I just finished ‘How Much is Enough?’ by RobertSkidelsky. I certainly do not agree with many of the explanations provided in the book and many of the suggestions made. Yet, it is a thought-provoking book, no doubt about that! Skidelsky has shown courage to develop suggestions, based on explanations, with acknowledged religious overtone. He does now thump the chest while arguing that government policy should cease to be the value-neutral or liberal or efficiency based and it should explicitly move away from mad pursuit of growth.

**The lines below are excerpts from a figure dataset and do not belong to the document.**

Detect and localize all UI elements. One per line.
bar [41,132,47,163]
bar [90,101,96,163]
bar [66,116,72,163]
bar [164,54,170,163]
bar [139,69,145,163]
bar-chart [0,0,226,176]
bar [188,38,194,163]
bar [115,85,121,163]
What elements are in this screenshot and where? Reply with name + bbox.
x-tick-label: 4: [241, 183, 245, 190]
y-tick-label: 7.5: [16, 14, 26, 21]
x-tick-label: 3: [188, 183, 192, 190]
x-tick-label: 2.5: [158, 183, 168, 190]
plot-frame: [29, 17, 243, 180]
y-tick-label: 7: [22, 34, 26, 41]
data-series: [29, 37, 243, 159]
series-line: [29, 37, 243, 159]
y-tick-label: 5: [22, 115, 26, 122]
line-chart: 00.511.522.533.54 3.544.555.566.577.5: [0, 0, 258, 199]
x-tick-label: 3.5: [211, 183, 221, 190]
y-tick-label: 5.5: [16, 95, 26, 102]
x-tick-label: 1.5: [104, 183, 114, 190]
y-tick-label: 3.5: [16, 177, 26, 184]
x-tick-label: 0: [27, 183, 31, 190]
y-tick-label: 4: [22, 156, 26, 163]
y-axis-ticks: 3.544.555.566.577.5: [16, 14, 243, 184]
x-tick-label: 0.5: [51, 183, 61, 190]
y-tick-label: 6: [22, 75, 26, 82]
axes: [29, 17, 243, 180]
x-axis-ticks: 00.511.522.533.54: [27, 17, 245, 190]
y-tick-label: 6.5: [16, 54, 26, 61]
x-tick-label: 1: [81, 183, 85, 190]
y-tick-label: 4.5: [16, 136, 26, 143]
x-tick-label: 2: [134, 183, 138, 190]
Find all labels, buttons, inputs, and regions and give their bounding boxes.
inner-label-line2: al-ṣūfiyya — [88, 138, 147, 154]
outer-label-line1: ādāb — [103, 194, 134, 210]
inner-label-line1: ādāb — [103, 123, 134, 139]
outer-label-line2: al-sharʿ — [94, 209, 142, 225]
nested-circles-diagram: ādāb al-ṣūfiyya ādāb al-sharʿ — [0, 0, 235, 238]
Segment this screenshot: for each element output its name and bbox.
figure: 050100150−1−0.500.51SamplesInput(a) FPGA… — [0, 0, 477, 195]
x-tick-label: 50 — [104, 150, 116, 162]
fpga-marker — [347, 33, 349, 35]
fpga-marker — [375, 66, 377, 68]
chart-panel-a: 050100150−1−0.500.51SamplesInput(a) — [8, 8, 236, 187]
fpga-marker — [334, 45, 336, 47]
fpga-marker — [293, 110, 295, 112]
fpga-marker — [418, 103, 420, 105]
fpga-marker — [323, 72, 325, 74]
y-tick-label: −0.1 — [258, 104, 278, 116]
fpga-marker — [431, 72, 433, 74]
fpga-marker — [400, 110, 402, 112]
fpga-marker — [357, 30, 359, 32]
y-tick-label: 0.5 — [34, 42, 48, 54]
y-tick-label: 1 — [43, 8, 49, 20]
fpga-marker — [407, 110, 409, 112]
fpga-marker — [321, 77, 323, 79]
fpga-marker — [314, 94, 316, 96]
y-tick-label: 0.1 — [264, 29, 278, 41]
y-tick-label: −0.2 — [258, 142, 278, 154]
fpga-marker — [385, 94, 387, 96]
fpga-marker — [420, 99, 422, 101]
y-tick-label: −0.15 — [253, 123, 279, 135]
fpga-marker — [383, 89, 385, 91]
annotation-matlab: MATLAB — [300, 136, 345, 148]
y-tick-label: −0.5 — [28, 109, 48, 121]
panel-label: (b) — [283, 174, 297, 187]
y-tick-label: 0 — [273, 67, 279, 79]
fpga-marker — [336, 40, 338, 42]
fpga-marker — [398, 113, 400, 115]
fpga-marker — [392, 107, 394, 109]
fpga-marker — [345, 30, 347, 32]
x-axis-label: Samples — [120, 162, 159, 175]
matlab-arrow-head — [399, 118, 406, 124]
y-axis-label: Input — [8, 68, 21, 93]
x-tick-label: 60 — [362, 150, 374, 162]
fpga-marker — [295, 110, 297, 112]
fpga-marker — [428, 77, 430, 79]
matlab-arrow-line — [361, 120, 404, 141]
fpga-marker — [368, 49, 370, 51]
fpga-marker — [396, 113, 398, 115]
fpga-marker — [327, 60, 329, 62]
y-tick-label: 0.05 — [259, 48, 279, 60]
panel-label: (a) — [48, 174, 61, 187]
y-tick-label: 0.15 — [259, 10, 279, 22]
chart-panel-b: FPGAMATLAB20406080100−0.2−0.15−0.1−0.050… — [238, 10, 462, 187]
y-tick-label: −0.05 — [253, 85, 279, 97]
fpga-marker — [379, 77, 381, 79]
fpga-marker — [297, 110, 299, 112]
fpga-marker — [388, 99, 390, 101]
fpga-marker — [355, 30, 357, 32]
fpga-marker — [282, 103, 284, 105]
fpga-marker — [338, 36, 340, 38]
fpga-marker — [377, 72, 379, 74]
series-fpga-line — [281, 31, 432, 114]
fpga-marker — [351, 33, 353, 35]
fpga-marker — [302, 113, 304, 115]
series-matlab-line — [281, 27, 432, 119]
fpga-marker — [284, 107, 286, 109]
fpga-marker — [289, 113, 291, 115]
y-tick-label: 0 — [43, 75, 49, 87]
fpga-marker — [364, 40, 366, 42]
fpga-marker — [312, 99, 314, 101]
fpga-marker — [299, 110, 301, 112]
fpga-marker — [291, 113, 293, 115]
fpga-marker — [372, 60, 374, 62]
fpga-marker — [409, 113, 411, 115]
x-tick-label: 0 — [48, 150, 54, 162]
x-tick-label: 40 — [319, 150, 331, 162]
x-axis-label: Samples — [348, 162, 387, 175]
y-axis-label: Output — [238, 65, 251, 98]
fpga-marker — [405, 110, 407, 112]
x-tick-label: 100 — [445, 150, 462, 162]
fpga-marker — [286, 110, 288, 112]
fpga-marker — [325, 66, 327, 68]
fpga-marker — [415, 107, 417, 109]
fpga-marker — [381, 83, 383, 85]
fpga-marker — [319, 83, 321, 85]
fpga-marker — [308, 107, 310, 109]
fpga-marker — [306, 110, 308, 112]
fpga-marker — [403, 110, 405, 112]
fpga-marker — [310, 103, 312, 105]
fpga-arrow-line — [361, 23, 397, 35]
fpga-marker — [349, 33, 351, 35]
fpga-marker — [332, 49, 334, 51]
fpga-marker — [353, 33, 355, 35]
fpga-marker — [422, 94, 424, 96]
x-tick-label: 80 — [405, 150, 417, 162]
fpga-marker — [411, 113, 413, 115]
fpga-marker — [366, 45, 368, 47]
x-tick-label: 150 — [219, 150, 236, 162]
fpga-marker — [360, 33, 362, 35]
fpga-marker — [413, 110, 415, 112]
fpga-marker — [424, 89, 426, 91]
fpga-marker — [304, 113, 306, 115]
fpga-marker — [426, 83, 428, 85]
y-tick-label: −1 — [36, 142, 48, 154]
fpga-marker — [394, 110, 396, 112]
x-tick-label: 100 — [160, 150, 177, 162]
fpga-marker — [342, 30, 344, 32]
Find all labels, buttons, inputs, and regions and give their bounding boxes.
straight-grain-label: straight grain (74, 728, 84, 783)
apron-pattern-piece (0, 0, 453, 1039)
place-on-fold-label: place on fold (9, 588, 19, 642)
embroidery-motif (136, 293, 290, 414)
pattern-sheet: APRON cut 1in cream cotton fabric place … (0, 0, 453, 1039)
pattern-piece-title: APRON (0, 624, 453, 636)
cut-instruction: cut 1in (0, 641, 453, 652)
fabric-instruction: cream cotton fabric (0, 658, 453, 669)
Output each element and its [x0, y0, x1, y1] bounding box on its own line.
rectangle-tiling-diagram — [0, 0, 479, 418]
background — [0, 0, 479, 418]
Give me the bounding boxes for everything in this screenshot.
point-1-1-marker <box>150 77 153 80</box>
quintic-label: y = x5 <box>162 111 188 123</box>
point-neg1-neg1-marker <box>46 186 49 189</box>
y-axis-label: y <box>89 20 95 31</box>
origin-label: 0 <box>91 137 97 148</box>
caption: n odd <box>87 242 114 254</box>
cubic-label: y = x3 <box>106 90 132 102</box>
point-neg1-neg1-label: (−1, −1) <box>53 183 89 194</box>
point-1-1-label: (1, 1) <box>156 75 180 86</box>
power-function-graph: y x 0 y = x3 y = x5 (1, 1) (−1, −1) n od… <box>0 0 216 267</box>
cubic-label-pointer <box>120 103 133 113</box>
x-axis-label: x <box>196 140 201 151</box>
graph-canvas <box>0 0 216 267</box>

Clearly, his explanation lacks sophistication and is more of a persuasive nature, the style which we miss in the days of semi-formal books published by Economists about everything under the sky.  But he takes on an interesting journey to establish that there is more to life, more to policy-making than some digits.
I have always though that Religion was a way, at least theoretically, to tap the consumption. Why any ancient civilization would have thought to tap off the consumption? Obvious answer is ‘the resource constraint’. But there is more to consumption control than sustainability. There is good moral argument of why any society, whether resource abundant or scarce, needs to promote values different that consumption maximization.
I understand that there is always some totalitarian agenda lurking in moral and non-liberal sounding arguments. But, we must ask that is being liberal is all about following our senses or being free to discover the basis for all our actions, even an action of denying or accepting liberal point of views.